Allow CSR in CM’s funds, Banerjee urges PM Modi
West Bengal chief minister Mamata Banerjee has urged Prime Minister Narendra Modi to treat contributions by business houses to the chief minister’s relief funds as money spent by companies on corporate social responsibility (CSR) activities, which would entitle the donors to claim tax breaks.
If the proposal is accepted by the Centre, the relief funds might attract larger contributions from companies based in their jurisdictions, enabling them to spend more money on social welfare and to finance relief efforts at times of natural calamities.
“The inclusion of contributions made to CM’s Relief Fund as one of the eligible activities under CSR will not only bring parity with the existing provision allowing CSR for PM’s National Relief Fund (PMNRF) but also go a long way in helping poor and needy in the state to get support,” Banerjee wrote in a letter to PM earlier this month.
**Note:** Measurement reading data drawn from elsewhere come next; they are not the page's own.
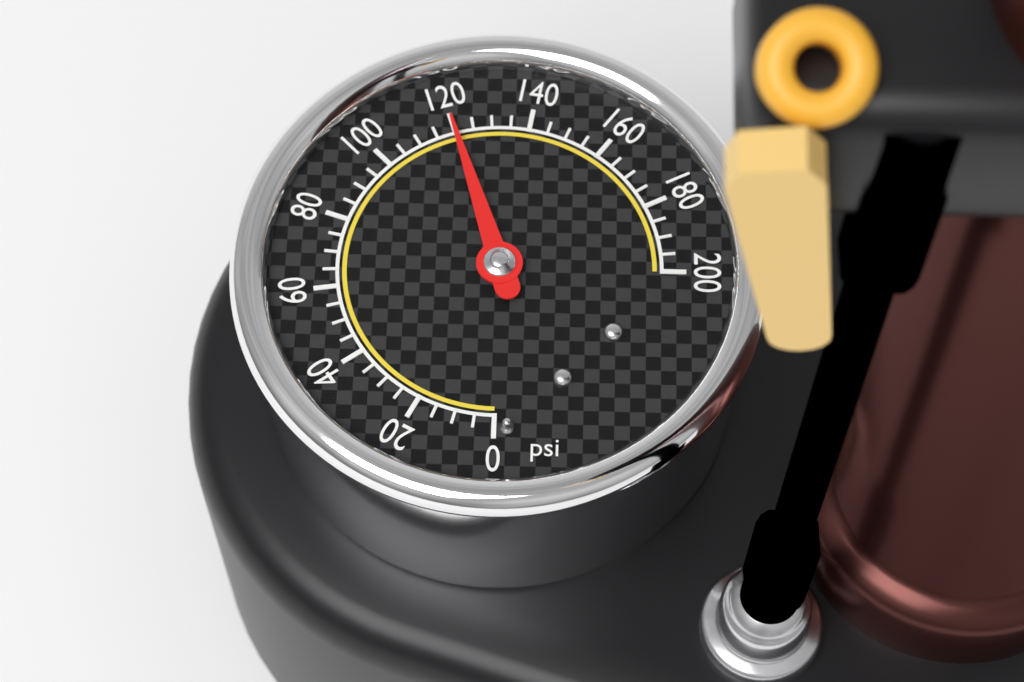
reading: 120 psi
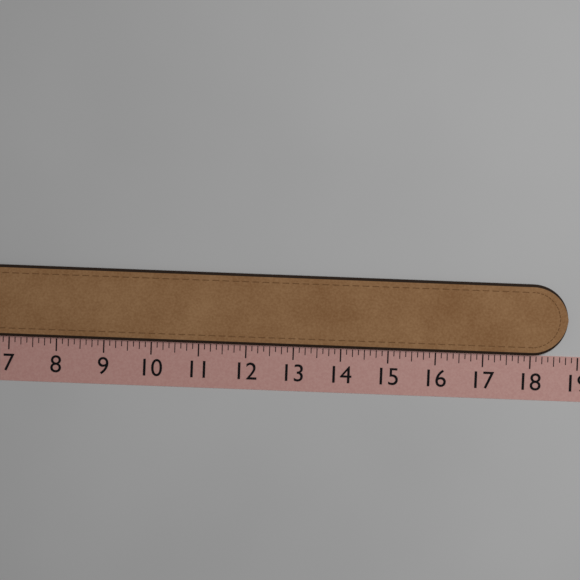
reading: 18.750 (no unit)
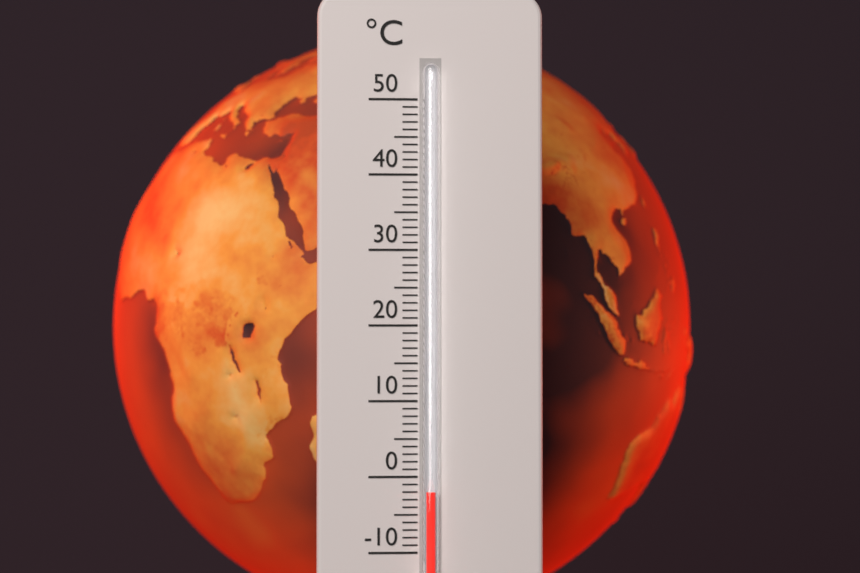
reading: -2 °C
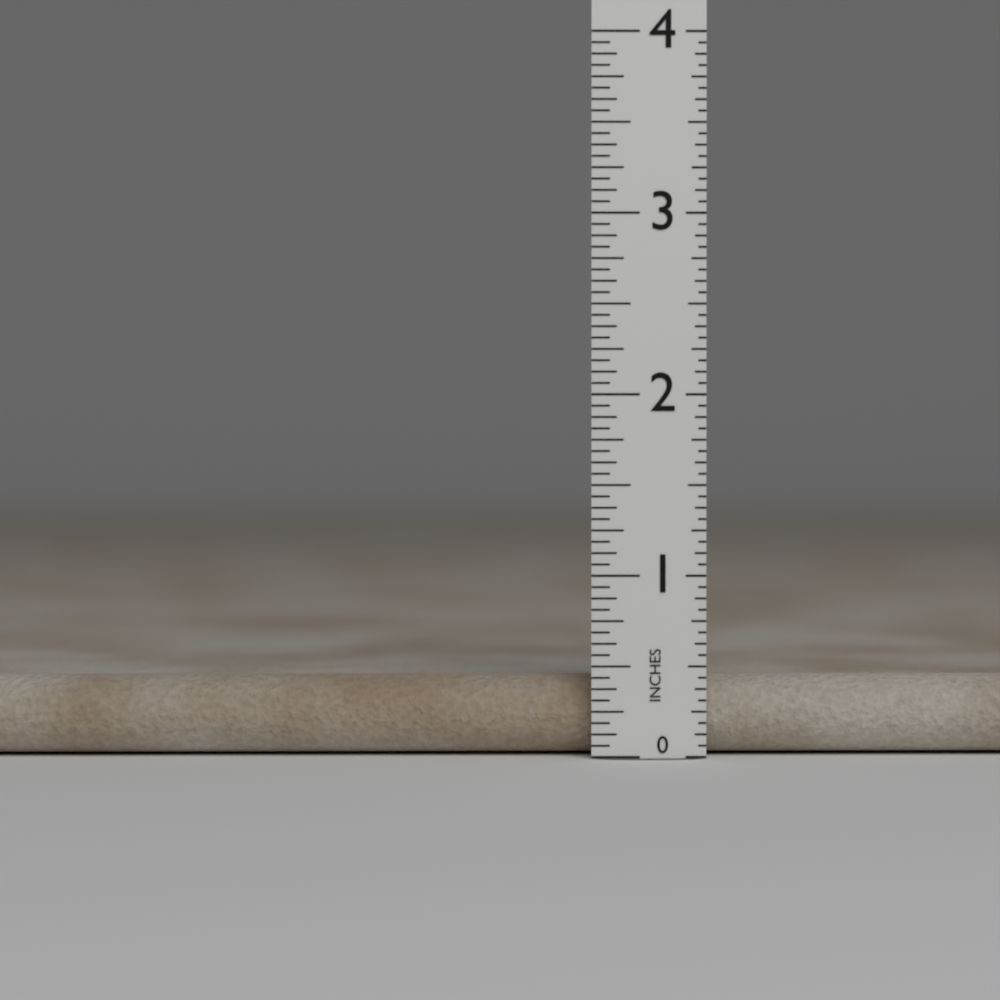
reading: 0.4375 in
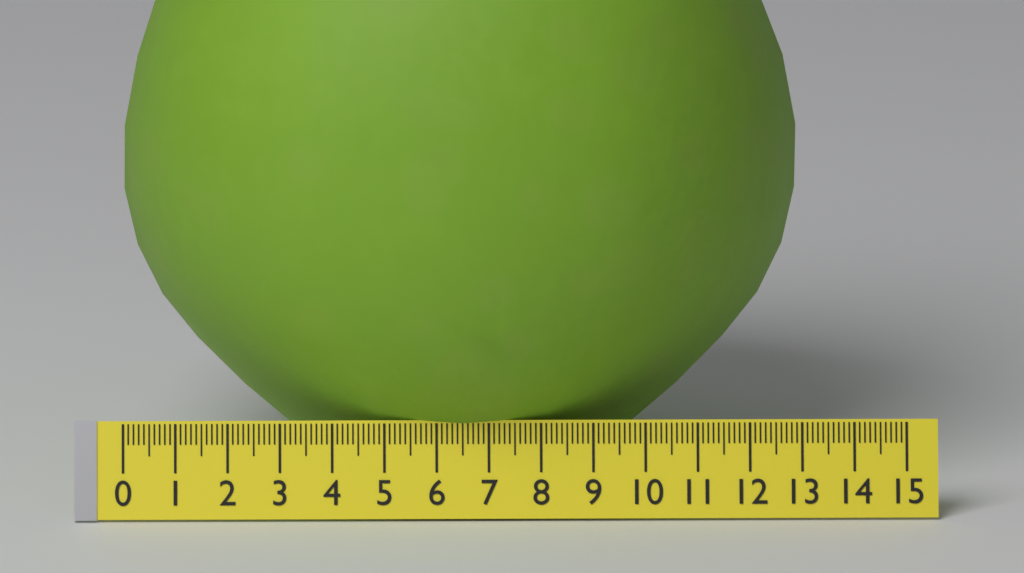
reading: 13.0 (no unit)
A copy of the letter was seen by HT. As of Friday, PMNRF had a balance of ₹2,875 crore.
CSR Rules came into effect on April 1, 2014, and require companies with a net worth of ₹500 crore or revenue of ₹1,000 crore or net profit of ₹5 crore to spend 2% of their average profit in the last three years on social development-related activities such as sanitation, education, healthcare and poverty alleviation, among others.
While many public sector companies directly take up projects to comply with rules, many others prefer to deposit the money in PMNRF to take advantage of the 100% tax incentive it offers, for the Centre to decide where and when to spend it.
The PMNRF was formed in 1948, when India’s first Prime Minister, Jawaharlal Nehru, set up the fund with public contributions to assist people displaced from Pakistan after Partition.
Fund money is spent on people affected by natural calamities, accidents and riots. The PM also releases money for expensive medical treatment of poor. The fund consists of public contributions, without any budgetary support. The government invests the corpus of PMNRF with scheduled commercial banks.
Banerjee, who had been at loggerheads with Centre over deduction of interest on loans taken by the previous Left government, argued that her “chief minister’s relief fund is always under financial stress as not much contribution is made by the corporations”.
Abhirup Sarkar, an economist with Kolkata-based Indian Statistical Institute, supported Banerjee’s argument.
“It is always desirable that the corporate money is spent near the area where it is established. When the money goes to PMNRF, a company would not know where it is spent,” he said.